Oneida Royal Arch Chapter No. 57

New to the Collection: A Mark Medal Made for Thomas Colling

2018_017aDP1DB name side  for blog
Mark Medal Made for Thomas Colling, 1817-1830, New York. Museum Purchase, 2018.017a. Photograph by David Bohl.

The Scottish Rite Masonic Museum & Library recently added an elegant and distinctive mark medal to its collection. In 1817, the owner of this medal, Thomas Colling (d. 1859) received the first three degrees at the newly founded Utica Lodge No. 270, in Utica, New York. The same year, the Grand Chapter of New York gave area Freemasons permission to establish Oneida Royal Arch Chapter No. 57. Thomas Colling joined this organization as well. Sometime after he received the Mark degree at the chapter, he commissioned this sophisticated mark jewel (at left).

Colling’s jewel is a shield-shaped. One side bears the motto of the Royal Arch, “Holiness to the Lord” at the top. At the point of the shield, the engraver cut block and script letters spelling out Colling’s name and chapter within an oval. The center of the medal features a female figure holding a ball and a plumb line, leaning against a plain block with a triangle within a circle drawn on it that supports an urn. A group of Masonic tools, a book (likely a Bible), a compasses, a mallet, and a level, are at the bottom of the block. The figure on Colling’s jewel, dressed in robes and sandals in a classical style, could possibly represent Fortuna, the Roman goddess of fortune, chance, and luck.  She was usually identified by the attributes of a ball, wheel, or cornucopia.

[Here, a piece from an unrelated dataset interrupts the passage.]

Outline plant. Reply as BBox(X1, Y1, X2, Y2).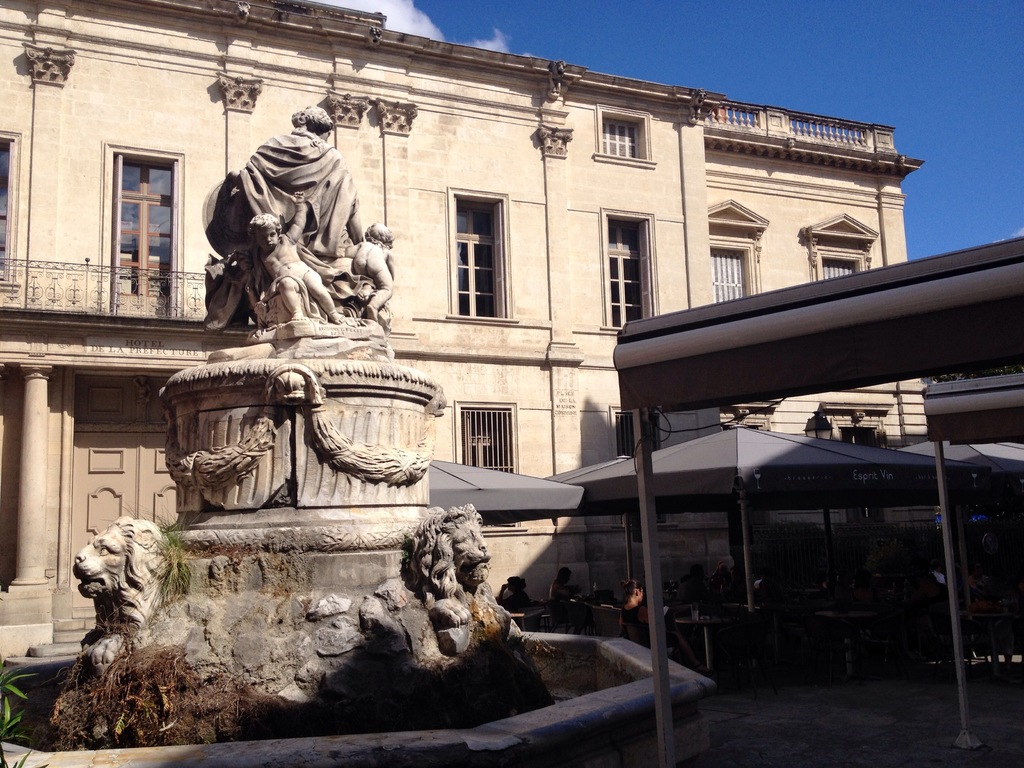
BBox(0, 669, 43, 765).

In the early 1800s, the Masonic virtues of faith, hope, and charity, were sometimes represented by female figures shown with particular attributes. Faith carried a cross or Bible, Hope held an anchor, and Charity nursed or carried children. For his mark, engraved on the other side of the medal, Colling selected the virtue of hope (at left, below). The craftsman who engraved Colling’s jewel depicted hope as a woman on the shore, with a ship in the distance, gesturing upward and stepping on a large anchor half obscured by her skirt. At the top of the jewel, the craftsman engraved a square, compasses, and Bible. At the tip of the shield, he depicted a shovel, pick, and rod, the working tools of the Royal Arch degree.

An adept engraver decorated Colling’s medal using a number of techniques such as, line engraving, roulette work, and stipple. Although the name of this engraver is unknown, we hope further research will help uncover more about the craftsman who ornamented this jewel. If you have any suggestions or ideas about this medal, please leave them in the comment section below.

Many thanks to Joseph Patzner of the Chancellor Robert R. Livingston Masonic Library at the Grand Lodge of New York.

 

2018_017aDP2DB mark side for blog
Mark Medal Made for Thomas Colling, mark side, 1817-1830, New York. Museum Purchase, 2018.017a. Photograph by David Bohl.